DEARBORN — The local community is urged to participate in electing a new state representative for the 15th House District, after the seat was vacated by Mayor Abdullah Hammoud following his victory last November.
To fill the vacancy, Governor Whitmer called for a special primary election on Tuesday, March 1 and a general election on Tuesday, May 3. The winner will finish out Hammoud’s term. By now, most residents should have received absentee ballots for the election.
The area that the 15th House District covers is now slated to fall under entirely new district maps, finalized by the bipartisan Michigan Independent Citizens Redistricting Commission (MICRC) in late December. The Commission finalized maps that were supposed to become law on Dec. 31, but its decisions now face a legal challenge, with more challenges expected in the future.
On the Democratic ticket for the special election are Alabas Farhat and local attorney Jeffrey Pepper. One Republican, Ginger Shearer, formerly known as Virginia Polk, is also in the race.
The special election is not to be confused with the upcoming August/November election cycle, which will decide who represents the new Commission-drawn Third District for two years, beginning next January.
The previous 15th House District covered all of Dearborn except for three eastern precincts.
Comparatively, the Commission’s Third District comes closest to that previous seat. Additionally, new neighboring districts that cover Arab American enclaves in that area have the potential to see multiple candidates from the local community running for House seats, though the new district maps do somewhat fragment the community and mix it with non-Arab American concentrated precincts.
The Commission’s final maps can be seen on the MICRC website at michigan.gov/micrc/
Farhat has expressed his interest in also running for that new seat in the August election.
“My intention is to be a representative for more than seven months,” he told The Arab American News this week. “We will run again in August.”
State representatives perform the important duty of coordinating local interests and priorities in the state’s legislature in Lansing. This includes securing funding for major infrastructural improvements, addressing staffing shortages in schools and other issues that affect residents in their districts.
“There is a lot of money in the state that we want to bring to the city,” Farhat added. “The state has over $20 billion to be allocated to be invested. This is what this term will decide, who can help direct that money to come to our district, to fix our potholes, to invest in our schools to take care of our infrastructure needs.”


◆ The problem
Look below. Copy each line that has "initialization" in it.

*** Opening of Data under study ***

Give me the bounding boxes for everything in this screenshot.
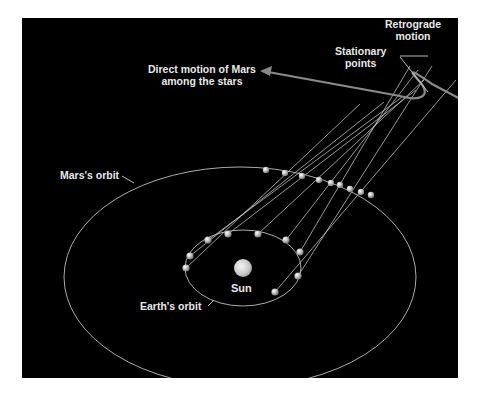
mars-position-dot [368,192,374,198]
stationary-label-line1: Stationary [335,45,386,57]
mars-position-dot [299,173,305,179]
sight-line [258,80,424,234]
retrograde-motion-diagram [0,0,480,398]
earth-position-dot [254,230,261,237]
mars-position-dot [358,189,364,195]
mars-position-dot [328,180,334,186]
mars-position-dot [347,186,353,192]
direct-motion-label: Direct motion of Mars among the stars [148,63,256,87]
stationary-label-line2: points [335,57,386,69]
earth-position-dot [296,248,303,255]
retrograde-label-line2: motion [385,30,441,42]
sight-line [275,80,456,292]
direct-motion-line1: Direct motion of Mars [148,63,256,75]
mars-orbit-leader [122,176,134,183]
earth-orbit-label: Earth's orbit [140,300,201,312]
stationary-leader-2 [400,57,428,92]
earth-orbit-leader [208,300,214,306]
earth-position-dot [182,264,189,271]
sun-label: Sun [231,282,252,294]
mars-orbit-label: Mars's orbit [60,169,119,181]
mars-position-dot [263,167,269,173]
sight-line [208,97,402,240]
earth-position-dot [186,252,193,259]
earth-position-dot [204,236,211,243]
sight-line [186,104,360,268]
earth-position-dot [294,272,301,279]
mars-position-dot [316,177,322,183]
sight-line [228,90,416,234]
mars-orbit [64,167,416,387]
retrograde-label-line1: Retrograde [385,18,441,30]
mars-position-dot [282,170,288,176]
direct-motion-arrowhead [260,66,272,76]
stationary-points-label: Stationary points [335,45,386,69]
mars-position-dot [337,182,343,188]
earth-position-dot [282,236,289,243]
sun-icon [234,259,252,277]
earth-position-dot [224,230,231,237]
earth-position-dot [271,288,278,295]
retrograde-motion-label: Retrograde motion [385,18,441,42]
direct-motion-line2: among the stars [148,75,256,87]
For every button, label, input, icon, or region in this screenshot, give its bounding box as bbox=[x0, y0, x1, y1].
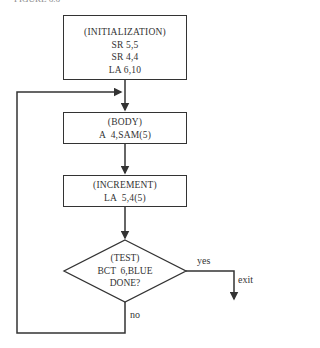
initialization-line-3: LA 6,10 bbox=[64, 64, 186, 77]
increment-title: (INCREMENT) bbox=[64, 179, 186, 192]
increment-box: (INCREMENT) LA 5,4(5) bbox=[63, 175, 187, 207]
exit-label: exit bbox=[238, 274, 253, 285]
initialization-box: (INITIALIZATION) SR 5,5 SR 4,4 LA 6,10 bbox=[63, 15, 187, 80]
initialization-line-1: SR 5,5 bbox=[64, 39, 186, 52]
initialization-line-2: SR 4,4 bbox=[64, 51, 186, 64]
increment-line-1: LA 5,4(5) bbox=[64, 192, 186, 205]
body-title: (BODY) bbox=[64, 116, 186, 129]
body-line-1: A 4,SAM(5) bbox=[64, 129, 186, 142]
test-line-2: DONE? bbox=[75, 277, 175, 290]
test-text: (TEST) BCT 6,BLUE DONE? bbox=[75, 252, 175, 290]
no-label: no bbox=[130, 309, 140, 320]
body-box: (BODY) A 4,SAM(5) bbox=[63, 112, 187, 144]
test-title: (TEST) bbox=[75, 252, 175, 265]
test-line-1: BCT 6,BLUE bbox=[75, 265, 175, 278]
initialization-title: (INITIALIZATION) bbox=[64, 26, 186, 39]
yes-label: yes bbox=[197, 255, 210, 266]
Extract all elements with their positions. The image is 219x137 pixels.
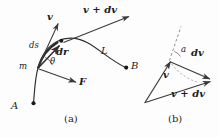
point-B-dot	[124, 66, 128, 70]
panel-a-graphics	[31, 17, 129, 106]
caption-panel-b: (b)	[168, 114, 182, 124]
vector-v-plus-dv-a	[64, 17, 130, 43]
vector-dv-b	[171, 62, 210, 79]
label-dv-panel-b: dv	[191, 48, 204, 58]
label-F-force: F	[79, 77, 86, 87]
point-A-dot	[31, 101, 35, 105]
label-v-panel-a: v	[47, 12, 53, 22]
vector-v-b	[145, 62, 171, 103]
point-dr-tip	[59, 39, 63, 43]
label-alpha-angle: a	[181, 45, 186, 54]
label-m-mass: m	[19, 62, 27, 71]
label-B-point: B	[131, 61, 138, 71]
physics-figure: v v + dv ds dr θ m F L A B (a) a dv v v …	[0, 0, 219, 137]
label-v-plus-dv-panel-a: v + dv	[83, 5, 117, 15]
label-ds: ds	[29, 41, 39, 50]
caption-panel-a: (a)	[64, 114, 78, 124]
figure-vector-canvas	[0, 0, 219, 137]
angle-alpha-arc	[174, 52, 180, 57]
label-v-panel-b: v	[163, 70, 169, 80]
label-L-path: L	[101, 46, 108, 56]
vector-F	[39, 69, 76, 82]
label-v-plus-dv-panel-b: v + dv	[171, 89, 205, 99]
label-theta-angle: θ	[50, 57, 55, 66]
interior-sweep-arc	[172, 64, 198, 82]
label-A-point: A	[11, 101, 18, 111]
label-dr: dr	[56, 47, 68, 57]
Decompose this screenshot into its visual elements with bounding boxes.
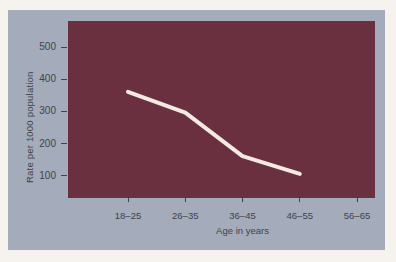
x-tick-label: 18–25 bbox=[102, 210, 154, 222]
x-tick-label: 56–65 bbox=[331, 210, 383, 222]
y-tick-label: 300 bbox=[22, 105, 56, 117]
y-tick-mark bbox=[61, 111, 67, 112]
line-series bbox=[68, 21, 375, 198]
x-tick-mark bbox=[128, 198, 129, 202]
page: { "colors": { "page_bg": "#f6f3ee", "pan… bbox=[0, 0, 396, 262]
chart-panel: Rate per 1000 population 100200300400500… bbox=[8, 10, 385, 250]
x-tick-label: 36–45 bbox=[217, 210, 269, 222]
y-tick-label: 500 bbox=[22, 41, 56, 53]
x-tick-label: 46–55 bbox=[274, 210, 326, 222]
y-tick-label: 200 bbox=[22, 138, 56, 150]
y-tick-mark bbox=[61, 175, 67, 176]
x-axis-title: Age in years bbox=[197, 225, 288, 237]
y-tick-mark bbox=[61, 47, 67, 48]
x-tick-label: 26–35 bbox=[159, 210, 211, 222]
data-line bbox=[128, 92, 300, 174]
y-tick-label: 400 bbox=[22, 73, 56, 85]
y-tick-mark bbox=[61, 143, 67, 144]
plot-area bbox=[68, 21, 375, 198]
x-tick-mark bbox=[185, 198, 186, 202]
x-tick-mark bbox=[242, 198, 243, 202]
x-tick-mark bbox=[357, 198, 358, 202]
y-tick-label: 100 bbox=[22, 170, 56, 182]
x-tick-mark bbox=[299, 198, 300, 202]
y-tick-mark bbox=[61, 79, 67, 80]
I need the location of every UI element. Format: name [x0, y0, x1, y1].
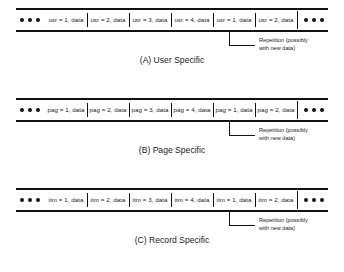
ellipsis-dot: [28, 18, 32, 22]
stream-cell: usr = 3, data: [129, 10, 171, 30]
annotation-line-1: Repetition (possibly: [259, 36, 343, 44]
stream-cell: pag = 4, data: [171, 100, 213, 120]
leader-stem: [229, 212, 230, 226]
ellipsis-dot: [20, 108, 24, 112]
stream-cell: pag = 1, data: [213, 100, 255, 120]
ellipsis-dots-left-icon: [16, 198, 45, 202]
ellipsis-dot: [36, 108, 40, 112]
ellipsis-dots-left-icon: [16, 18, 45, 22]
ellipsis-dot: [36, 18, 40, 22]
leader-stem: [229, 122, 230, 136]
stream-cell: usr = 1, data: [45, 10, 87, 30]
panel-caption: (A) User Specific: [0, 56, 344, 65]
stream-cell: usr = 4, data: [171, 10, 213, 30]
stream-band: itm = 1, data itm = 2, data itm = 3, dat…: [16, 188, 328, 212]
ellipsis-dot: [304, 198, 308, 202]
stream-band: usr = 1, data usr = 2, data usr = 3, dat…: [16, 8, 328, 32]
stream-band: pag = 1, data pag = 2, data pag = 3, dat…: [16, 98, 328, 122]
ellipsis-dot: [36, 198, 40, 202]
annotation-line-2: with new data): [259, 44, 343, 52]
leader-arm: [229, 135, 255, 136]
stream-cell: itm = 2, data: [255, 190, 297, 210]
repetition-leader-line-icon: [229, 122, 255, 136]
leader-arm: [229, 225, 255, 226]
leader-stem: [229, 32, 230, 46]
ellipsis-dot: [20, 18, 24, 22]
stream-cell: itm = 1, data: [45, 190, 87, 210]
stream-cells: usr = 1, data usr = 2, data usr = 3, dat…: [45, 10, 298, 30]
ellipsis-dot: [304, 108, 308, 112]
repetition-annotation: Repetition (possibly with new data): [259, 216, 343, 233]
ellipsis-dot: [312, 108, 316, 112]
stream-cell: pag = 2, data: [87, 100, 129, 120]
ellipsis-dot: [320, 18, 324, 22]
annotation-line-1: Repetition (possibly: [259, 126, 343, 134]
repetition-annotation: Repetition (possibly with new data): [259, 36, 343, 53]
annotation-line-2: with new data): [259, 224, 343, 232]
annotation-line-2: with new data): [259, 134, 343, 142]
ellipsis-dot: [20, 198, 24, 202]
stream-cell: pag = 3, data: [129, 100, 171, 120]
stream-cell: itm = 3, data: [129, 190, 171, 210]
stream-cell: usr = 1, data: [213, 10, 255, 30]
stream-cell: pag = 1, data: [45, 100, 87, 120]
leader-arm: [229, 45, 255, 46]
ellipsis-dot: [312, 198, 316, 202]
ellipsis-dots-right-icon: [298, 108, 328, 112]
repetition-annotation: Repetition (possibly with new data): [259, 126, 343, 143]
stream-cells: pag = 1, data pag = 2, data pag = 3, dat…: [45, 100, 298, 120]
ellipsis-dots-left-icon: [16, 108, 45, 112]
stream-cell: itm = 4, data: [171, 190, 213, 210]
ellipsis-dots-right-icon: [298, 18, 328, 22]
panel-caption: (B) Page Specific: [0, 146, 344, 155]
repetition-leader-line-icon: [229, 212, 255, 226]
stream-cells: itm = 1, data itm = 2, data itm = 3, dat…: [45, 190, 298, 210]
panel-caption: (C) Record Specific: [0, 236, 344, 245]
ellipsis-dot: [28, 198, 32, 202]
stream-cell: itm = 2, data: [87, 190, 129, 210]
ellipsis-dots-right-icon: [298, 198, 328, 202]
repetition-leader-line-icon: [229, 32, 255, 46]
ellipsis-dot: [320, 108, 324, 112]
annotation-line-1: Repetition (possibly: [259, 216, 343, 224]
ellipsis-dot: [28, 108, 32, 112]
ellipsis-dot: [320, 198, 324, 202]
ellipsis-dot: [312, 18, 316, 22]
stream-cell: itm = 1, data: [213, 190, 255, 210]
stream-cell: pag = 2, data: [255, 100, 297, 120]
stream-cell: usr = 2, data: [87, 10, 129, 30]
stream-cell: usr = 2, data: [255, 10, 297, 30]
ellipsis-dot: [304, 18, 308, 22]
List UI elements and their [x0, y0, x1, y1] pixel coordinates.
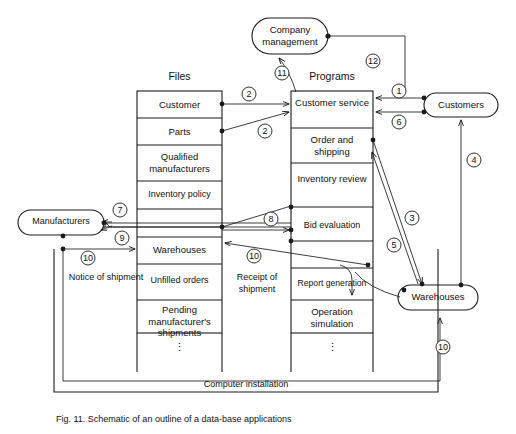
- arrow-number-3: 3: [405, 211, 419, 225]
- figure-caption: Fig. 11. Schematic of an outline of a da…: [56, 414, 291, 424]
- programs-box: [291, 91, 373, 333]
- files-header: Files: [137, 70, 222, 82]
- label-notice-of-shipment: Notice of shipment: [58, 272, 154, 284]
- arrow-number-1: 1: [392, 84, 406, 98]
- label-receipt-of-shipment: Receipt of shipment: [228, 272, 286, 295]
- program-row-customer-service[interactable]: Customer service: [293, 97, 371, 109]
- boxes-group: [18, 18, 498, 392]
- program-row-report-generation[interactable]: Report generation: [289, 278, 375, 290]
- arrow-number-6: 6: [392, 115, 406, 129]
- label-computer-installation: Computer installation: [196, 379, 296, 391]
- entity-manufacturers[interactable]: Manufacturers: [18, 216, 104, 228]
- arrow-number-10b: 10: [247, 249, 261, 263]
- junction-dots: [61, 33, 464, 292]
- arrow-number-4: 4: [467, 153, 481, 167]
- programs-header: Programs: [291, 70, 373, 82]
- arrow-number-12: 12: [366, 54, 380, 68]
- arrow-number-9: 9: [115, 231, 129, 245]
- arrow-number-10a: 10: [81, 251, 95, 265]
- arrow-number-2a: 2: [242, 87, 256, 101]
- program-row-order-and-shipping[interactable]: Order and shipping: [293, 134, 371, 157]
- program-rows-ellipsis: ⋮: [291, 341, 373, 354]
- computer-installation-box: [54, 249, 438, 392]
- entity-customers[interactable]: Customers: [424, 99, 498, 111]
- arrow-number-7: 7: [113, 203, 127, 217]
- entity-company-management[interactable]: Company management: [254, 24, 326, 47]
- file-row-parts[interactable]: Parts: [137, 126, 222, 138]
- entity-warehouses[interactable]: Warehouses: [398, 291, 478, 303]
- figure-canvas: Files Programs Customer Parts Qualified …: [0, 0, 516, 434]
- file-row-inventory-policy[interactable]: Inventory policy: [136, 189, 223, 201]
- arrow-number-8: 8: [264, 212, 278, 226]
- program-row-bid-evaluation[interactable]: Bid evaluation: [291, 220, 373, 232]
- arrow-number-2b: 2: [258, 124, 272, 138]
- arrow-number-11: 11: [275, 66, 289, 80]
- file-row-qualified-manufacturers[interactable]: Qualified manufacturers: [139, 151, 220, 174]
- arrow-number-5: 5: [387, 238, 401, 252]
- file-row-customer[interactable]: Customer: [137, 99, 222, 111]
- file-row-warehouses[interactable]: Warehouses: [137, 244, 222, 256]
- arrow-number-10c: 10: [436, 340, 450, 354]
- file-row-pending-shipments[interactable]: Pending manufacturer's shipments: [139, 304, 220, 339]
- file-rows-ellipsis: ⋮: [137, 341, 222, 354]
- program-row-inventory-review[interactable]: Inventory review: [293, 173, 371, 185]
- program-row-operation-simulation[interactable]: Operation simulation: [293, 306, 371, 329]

*** Close of Data under study ***

◆ Final answer
initialization-line-3: LA 6,10 bbox=[64, 64, 186, 77]
initialization-box: (INITIALIZATION) SR 5,5 SR 4,4 LA 6,10 bbox=[63, 15, 187, 80]
initialization-line-1: SR 5,5 bbox=[64, 39, 186, 52]
initialization-line-2: SR 4,4 bbox=[64, 51, 186, 64]
initialization-title: (INITIALIZATION) bbox=[64, 26, 186, 39]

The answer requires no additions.